Montana farmers and ranchers across this state have been waiting far too long for their elected representatives to secure their right to repair their own agricultural equipment. When a combine breaks down in the field during harvest season, a farmer needs to get it up and running as quickly as possible to avoid wasting precious time and losing money. But as the ag equipment industry has consolidated--and as equipment has grown more technologically complex--farmers and independent repair shops are increasingly blocked from making repairs to machines.

Even when folks in the field are able to diagnose what’s wrong with their equipment, the big equipment manufacturers are using specialized software to block those repairs. Farmers and ranchers have to sit and wait, all for a fix they could have made themselves if manufacturers weren’t using anti-competitive practices.

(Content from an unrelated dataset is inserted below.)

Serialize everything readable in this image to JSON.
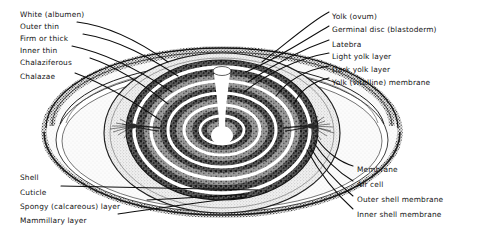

Democrats in the Montana Legislature sponsored two bills this session that would have made it easier for farmers to repair their own equipment. Our bills would have required manufacturers sell diagnostic repair tools directly to farmers, ranchers and independent repair shops. We had strong support from Montana’s ag producers and repair shops, and this common-sense legislation should have become law. But after intense lobbying from the big manufacturers, Republicans turned their backs on farmers and ranchers and killed both bills.

We aren’t going to give up on our bills, and we’ll try once more when the Legislature meets again in 2023. Farmers and ranchers can’t wait that long, though, and they can’t go through another growing season without the ability to repair their tractors. Fortunately, a few weeks ago President Biden directed the Federal Trade Commission (FTC) to put rules in place that protect farmers’ and ranchers’ right to repair their own equipment. Every week counts, and those protections aren’t here yet, so we joined 39 of our Democratic colleagues from the Legislature to put pressure on the FTC. We are pushing them to work with farmers and ranchers to get strong right to repair rules on the books.

Ag production is the backbone of Montana’s economy, and at a time when drought is putting enormous pressure on farmers and ranchers, every elected official in this state should be giving producers the tools they need to do their work. Ag producers from Eureka to Ekalaka and Plentywood to Dillon deserve the right to service and repair their own equipment. Anyone who refuses to stand up for the right to repair is turning their backs on the folks who put them in office.

Mark Sweeney is a Democrat from Philipsburg who represents Senate District 39. Tom France is a Democrat from Missoula who represents House District 94. Katie Sullivan is a Democrat from Missoula who represents House District 89.